Craniate

Craniates
Temporal range:
A Pacific hagfish, an example of (what was thought to be) a "non-vertebrate craniate"
Scientific classification Edit this classification
Domain: Eukaryota
Kingdom: Animalia
Phylum: Chordata
Clade: Olfactores
Clade: Craniata
Lankester, 1877[1]
Included groups
Synonyms
  • Craniota Haeckel, 1866
  • Pachycardia Haeckel, 1866
  • Vertebrata J-B. Lamarck, 1801

A craniate is a member of the Craniata (sometimes called the Craniota), a proposed clade of chordate animals with a skull of hard bone or cartilage. Living representatives are the Myxini (hagfishes), Hyperoartia (including lampreys), and the much more numerous Gnathostomata (jawed vertebrates).[3][4] Formerly distinct from vertebrates by excluding hagfish, molecular and anatomical research in the 21st century has led to the reinclusion of hagfish as vertebrates, making living craniates synonymous with living vertebrates.

The clade was conceived largely on the basis of the Hyperoartia (lampreys and kin) being more closely related to the Gnathostomata (jawed vertebrates) than the Myxini (hagfishes). This, combined with an apparent lack of vertebral elements within the Myxini, suggested that the Myxini were descended from a more ancient lineage than the vertebrates, and that the skull developed before the vertebral column. The clade was thus composed of the Hyperoartia and the vertebrates, and any extinct chordates with skulls.

However recent studies using molecular phylogenetics have contradicted this view, with evidence that the Cyclostomata (Hyperoartia and Myxini) is monophyletic; this suggests that the Myxini are degenerate vertebrates, and therefore the vertebrates and craniates are cladistically equivalent, at least for the living representatives. The placement of the Myxini within the vertebrates has been further strengthened by recent anatomical analysis, with vestiges of a vertebral column being discovered in the Myxini.[5]

  1. ^ Nielsen, C. (July 2012). "The authorship of higher chordate taxa". Zoologica Scripta. 41 (4): 435–436. doi:10.1111/j.1463-6409.2012.00536.x. S2CID 83266247.
  2. ^ Miyashita, Tetsuto (2019). "Hagfish from the Cretaceous Tethys Sea and a reconciliation of the morphological–molecular conflict in early vertebrate phylogeny". Proceedings of the National Academy of Sciences of the United States of America. 116 (6): 2146–2151. Bibcode:2019PNAS..116.2146M. doi:10.1073/pnas.1814794116. PMC 6369785. PMID 30670644.
  3. ^ Campbell & Reece 2005 p. 676
  4. ^ Cracraft & Donoghue 2004 p. 390
  5. ^ Janvier, Philippe (2011). "Comparative Anatomy: All Vertebrates Do Have Vertebrae". Current Biology. 21 (17): R661–R663. doi:10.1016/j.cub.2011.07.014. ISSN 0960-9822. PMID 21920298. S2CID 17652802.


**What you have to do:**
Below are some entries. Copy each line that holds the string "lesão".

**Figure content listings:**

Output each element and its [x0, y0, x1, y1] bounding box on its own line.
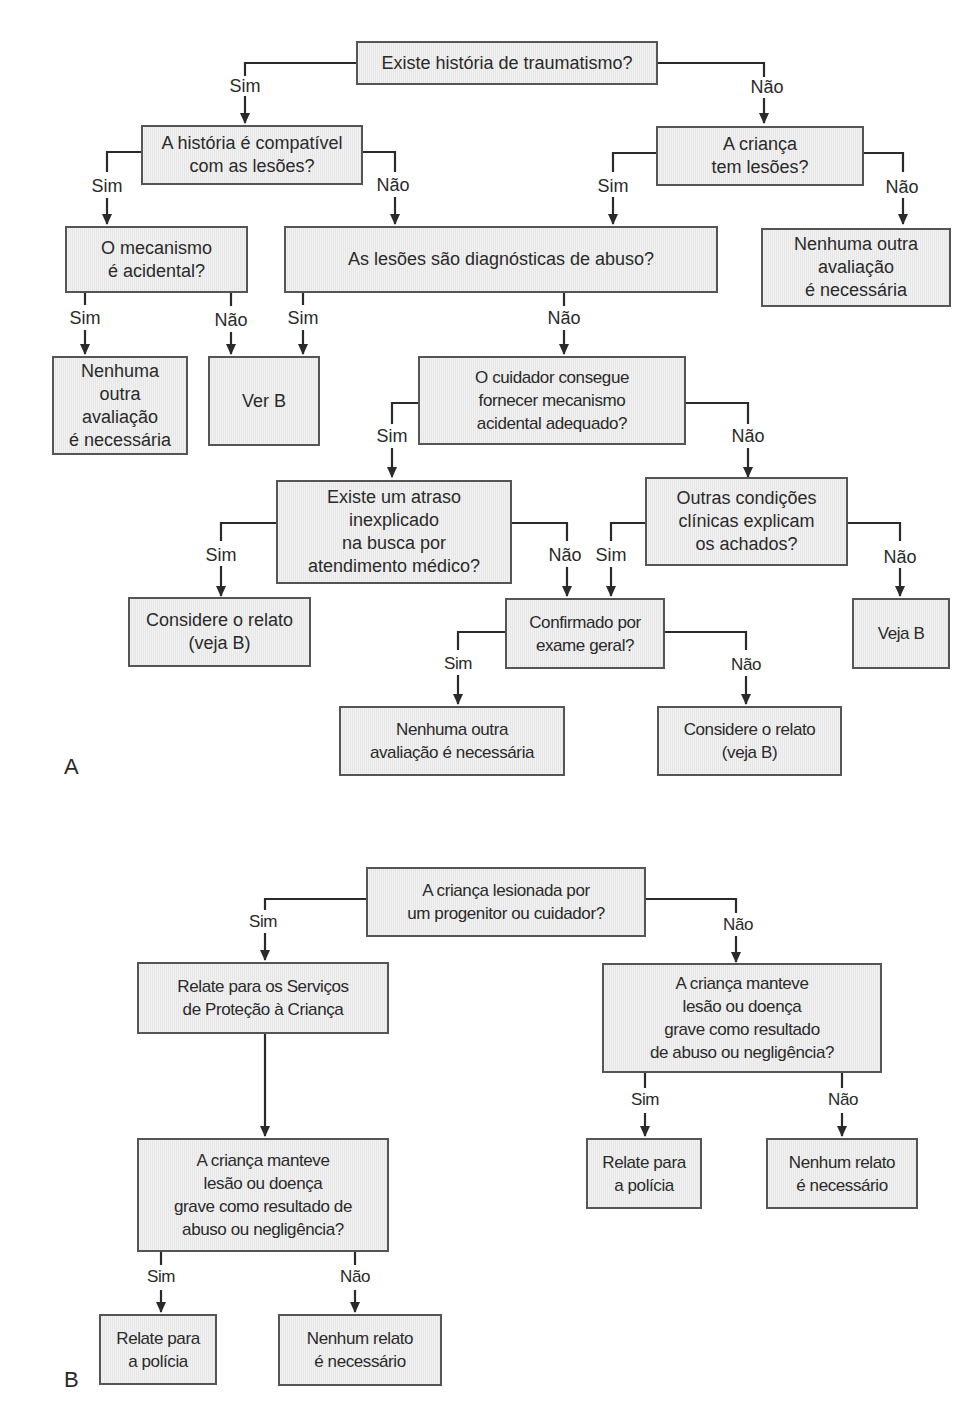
- node-consider-report-1: Considere o relato (veja B): [128, 597, 311, 667]
- edge-label-nao: Não: [827, 1090, 859, 1110]
- node-see-b-2: Veja B: [852, 598, 950, 669]
- node-other-conditions: Outras condições clínicas explicam os ac…: [645, 477, 848, 566]
- edge-label-sim: Sim: [597, 176, 630, 196]
- node-no-further-eval-right: Nenhuma outra avaliação é necessária: [761, 228, 951, 307]
- edge-label-nao: Não: [730, 426, 765, 446]
- edge-label-sim: Sim: [595, 545, 628, 565]
- edge-label-nao: Não: [213, 310, 248, 330]
- node-no-report-left: Nenhum relato é necessário: [278, 1314, 442, 1386]
- edge-label-sim: Sim: [91, 176, 124, 196]
- edge-label-sim: Sim: [248, 912, 278, 932]
- node-injured-by-caregiver: A criança lesionada por um progenitor ou…: [366, 867, 646, 937]
- node-no-report-right: Nenhum relato é necessário: [766, 1138, 918, 1209]
- edge-label-nao: Não: [339, 1267, 371, 1287]
- edge-label-sim: Sim: [69, 308, 102, 328]
- node-report-cps: Relate para os Serviços de Proteção à Cr…: [137, 962, 389, 1034]
- edge-label-sim: Sim: [376, 426, 409, 446]
- edge-label-sim: Sim: [287, 308, 320, 328]
- panel-label-b: B: [64, 1367, 79, 1393]
- node-consider-report-2: Considere o relato (veja B): [657, 706, 842, 776]
- node-unexplained-delay: Existe um atraso inexplicado na busca po…: [276, 480, 512, 584]
- edge-label-sim: Sim: [205, 545, 238, 565]
- node-see-b-1: Ver B: [208, 356, 320, 446]
- edge-label-sim: Sim: [443, 654, 473, 674]
- edge-label-nao: Não: [730, 655, 762, 675]
- node-history-compatible: A história é compatível com as lesões?: [141, 125, 363, 185]
- node-serious-injury-left: A criança manteve lesão ou doença grave …: [137, 1138, 389, 1252]
- panel-label-a: A: [64, 754, 79, 780]
- edge-label-nao: Não: [884, 177, 919, 197]
- edge-label-nao: Não: [375, 175, 410, 195]
- edge-label-sim: Sim: [630, 1090, 660, 1110]
- node-history-of-trauma: Existe história de traumatismo?: [356, 41, 658, 85]
- node-confirmed-by-exam: Confirmado por exame geral?: [505, 598, 665, 669]
- node-caregiver-mechanism: O cuidador consegue fornecer mecanismo a…: [418, 356, 686, 445]
- node-serious-injury-right: A criança manteve lesão ou doença grave …: [602, 963, 882, 1073]
- node-injuries-diagnostic: As lesões são diagnósticas de abuso?: [284, 226, 718, 293]
- edge-label-sim: Sim: [229, 76, 262, 96]
- edge-label-nao: Não: [547, 545, 582, 565]
- edge-label-nao: Não: [749, 77, 784, 97]
- edge-label-sim: Sim: [146, 1267, 176, 1287]
- edge-label-nao: Não: [882, 547, 917, 567]
- node-report-police-left: Relate para a polícia: [99, 1314, 217, 1385]
- node-mechanism-accidental: O mecanismo é acidental?: [65, 226, 248, 293]
- edge-label-nao: Não: [546, 308, 581, 328]
- node-no-further-eval-left: Nenhuma outra avaliação é necessária: [52, 356, 188, 455]
- edge-label-nao: Não: [722, 915, 754, 935]
- node-child-has-injuries: A criança tem lesões?: [656, 126, 864, 186]
- node-no-further-eval-bottom: Nenhuma outra avaliação é necessária: [339, 706, 565, 776]
- node-report-police-right: Relate para a polícia: [586, 1138, 702, 1209]
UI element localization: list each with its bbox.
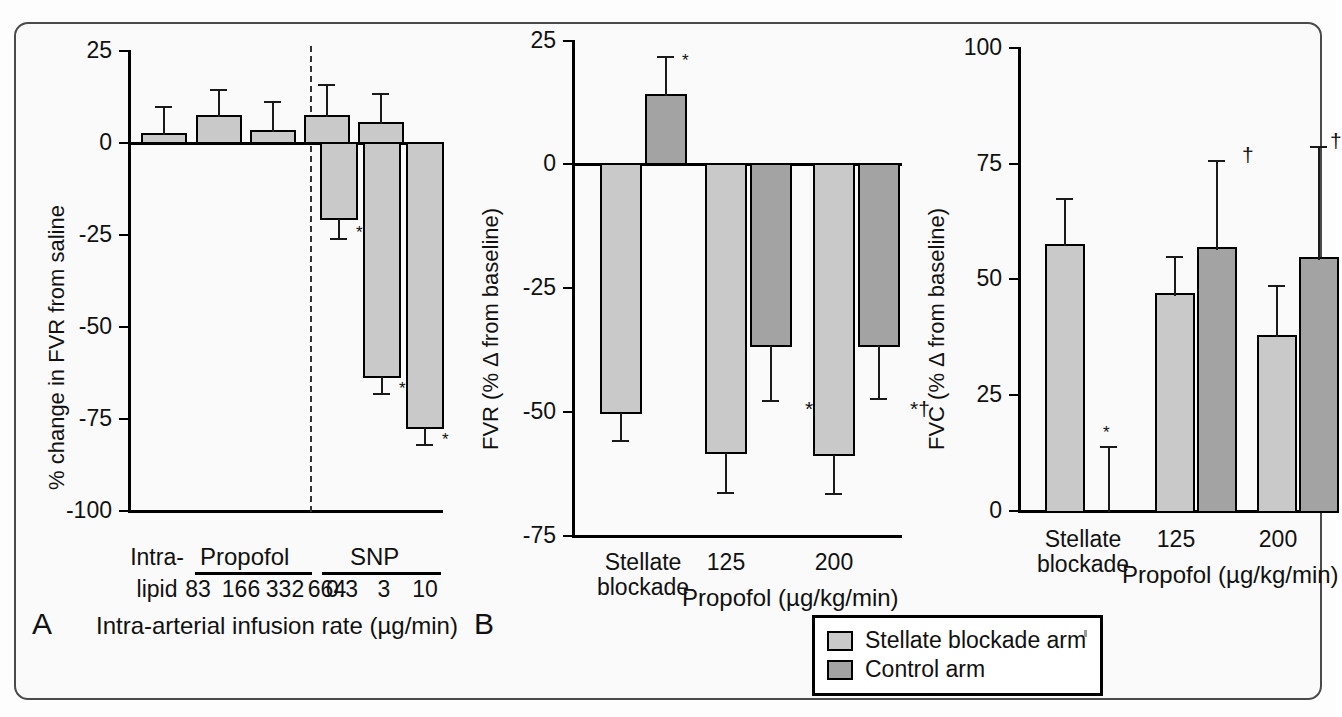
errorbar-b-200-blockade-arm — [833, 455, 835, 494]
panel-b-letter: B — [474, 607, 494, 641]
panel-c-tick-0 — [1009, 510, 1018, 512]
grouplabel-a-propofol-underline — [195, 572, 312, 575]
catlabel-c-stellate-line1: Stellate blockade — [1037, 526, 1129, 577]
errorbar-c-125-control-arm — [1216, 160, 1218, 250]
errorcap-b-200-control-arm — [870, 398, 887, 400]
errorbar-b-125-control-arm — [770, 346, 772, 401]
panel-b-ticklabel-neg75: -75 — [480, 524, 556, 547]
panel-b-ticklabel-25: 25 — [490, 29, 556, 52]
panel-b-tick-25 — [563, 40, 572, 42]
errorcap-b-200-blockade-arm — [825, 493, 842, 495]
panel-a-x-axis-label: Intra-arterial infusion rate (µg/min) — [96, 612, 458, 640]
panel-c-ticklabel-50: 50 — [936, 267, 1002, 290]
bar-b-stellate-control-arm — [645, 94, 687, 165]
errorcap-b-125-blockade-arm — [717, 492, 734, 494]
errorcap-c-125-control-arm — [1208, 160, 1225, 162]
panel-b-tick-neg75 — [563, 535, 572, 537]
scan-artifact — [1084, 630, 1087, 637]
panel-c-ticklabel-25: 25 — [936, 383, 1002, 406]
catlabel-c-200: 200 — [1244, 527, 1312, 552]
bar-c-125-blockade-arm — [1155, 293, 1195, 513]
panel-c-tick-50 — [1009, 278, 1018, 280]
legend-item-control-arm: Control arm — [827, 656, 1086, 683]
catlabel-a-intralipid-line0: Intra- — [118, 545, 196, 570]
errorbar-c-stellate-control-arm — [1108, 446, 1110, 512]
catlabel-c-125: 125 — [1142, 527, 1210, 552]
errorcap-b-stellate-control-arm — [657, 56, 674, 58]
panel-b-y-axis — [572, 40, 575, 538]
legend-swatch-light-icon — [827, 631, 853, 651]
errorbar-c-200-control-arm — [1318, 146, 1320, 260]
panel-b-x-axis-label: Propofol (µg/kg/min) — [682, 584, 899, 612]
errorbar-b-stellate-control-arm — [665, 56, 667, 96]
errorbar-c-stellate-blockade-arm — [1064, 198, 1066, 246]
panel-b-tick-neg25 — [563, 287, 572, 289]
errorcap-c-200-blockade-arm — [1268, 285, 1285, 287]
errorbar-b-stellate-blockade-arm — [620, 413, 622, 441]
bar-b-125-control-arm — [750, 163, 792, 347]
bar-b-125-blockade-arm — [705, 163, 747, 454]
errorcap-b-stellate-blockade-arm — [612, 440, 629, 442]
catlabel-b-stellate-line1: Stellate blockade — [597, 549, 689, 600]
bar-c-stellate-blockade-arm — [1045, 244, 1085, 513]
panel-b-ticklabel-neg25: -25 — [480, 276, 556, 299]
panel-b: FVR (% Δ from baseline) 25 0 -25 -50 -75… — [460, 0, 930, 717]
errorcap-b-125-control-arm — [762, 400, 779, 402]
catlabel-a-0.3: 0.3 — [316, 577, 368, 602]
catlabel-b-200: 200 — [800, 550, 868, 575]
catlabel-a-10: 10 — [404, 577, 446, 602]
bar-c-125-control-arm — [1197, 247, 1237, 513]
significance-b-stellate: * — [682, 52, 689, 69]
panel-b-tick-0 — [563, 163, 572, 165]
panel-c-ticklabel-75: 75 — [936, 152, 1002, 175]
errorcap-c-200-control-arm — [1310, 146, 1327, 148]
errorcap-c-125-blockade-arm — [1166, 256, 1183, 258]
panel-b-x-axis — [572, 535, 902, 538]
grouplabel-a-snp-underline — [322, 572, 441, 575]
panel-c-ticklabel-100: 100 — [924, 36, 1002, 59]
panel-b-ticklabel-0: 0 — [490, 152, 556, 175]
catlabel-a-332: 332 — [262, 577, 308, 602]
errorbar-c-125-blockade-arm — [1174, 256, 1176, 296]
bar-c-200-control-arm — [1299, 257, 1339, 513]
catlabel-b-125: 125 — [692, 550, 760, 575]
errorcap-c-stellate-control-arm — [1100, 446, 1117, 448]
grouplabel-a-propofol: Propofol — [200, 543, 289, 571]
catlabel-a-166: 166 — [218, 577, 264, 602]
grouplabel-a-snp: SNP — [350, 543, 399, 571]
legend: Stellate blockade arm Control arm — [812, 615, 1103, 696]
significance-c-200: † — [1330, 130, 1342, 151]
legend-label-stellate-blockade-arm: Stellate blockade arm — [865, 627, 1086, 654]
legend-item-stellate-blockade-arm: Stellate blockade arm — [827, 627, 1086, 654]
bar-b-200-control-arm — [858, 163, 900, 347]
panel-c-y-axis — [1018, 47, 1021, 513]
bar-c-200-blockade-arm — [1257, 335, 1297, 513]
panel-c-x-axis-label: Propofol (µg/kg/min) — [1122, 561, 1339, 589]
significance-c-125: † — [1242, 144, 1254, 165]
errorcap-c-stellate-blockade-arm — [1056, 198, 1073, 200]
legend-label-control-arm: Control arm — [865, 656, 985, 683]
errorbar-b-125-blockade-arm — [725, 453, 727, 493]
errorbar-c-200-blockade-arm — [1276, 285, 1278, 337]
panel-b-tick-neg50 — [563, 411, 572, 413]
legend-swatch-dark-icon — [827, 660, 853, 680]
catlabel-a-3: 3 — [366, 577, 402, 602]
panel-a-letter: A — [32, 607, 52, 641]
panel-b-ticklabel-neg50: -50 — [480, 400, 556, 423]
panel-c-tick-75 — [1009, 163, 1018, 165]
errorbar-b-200-control-arm — [878, 346, 880, 399]
panel-c-ticklabel-0: 0 — [936, 499, 1002, 522]
catlabel-a-83: 83 — [180, 577, 216, 602]
significance-c-stellate: * — [1103, 424, 1110, 441]
panel-c-y-axis-label: FVC (% Δ from baseline) — [924, 208, 950, 450]
panel-c-tick-25 — [1009, 394, 1018, 396]
panel-a-x-labels: lipid Intra- Propofol SNP 83 166 332 664… — [0, 0, 470, 717]
bar-b-stellate-blockade-arm — [600, 163, 642, 414]
panel-c-tick-100 — [1009, 47, 1018, 49]
bar-b-200-blockade-arm — [813, 163, 855, 456]
panel-c: FVC (% Δ from baseline) 100 75 50 25 0 *… — [900, 0, 1336, 717]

**Reply:**
- node-serious-injury-left: A criança manteve lesão ou doença grave …: [137, 1138, 389, 1252]
- node-serious-injury-right: A criança manteve lesão ou doença grave …: [602, 963, 882, 1073]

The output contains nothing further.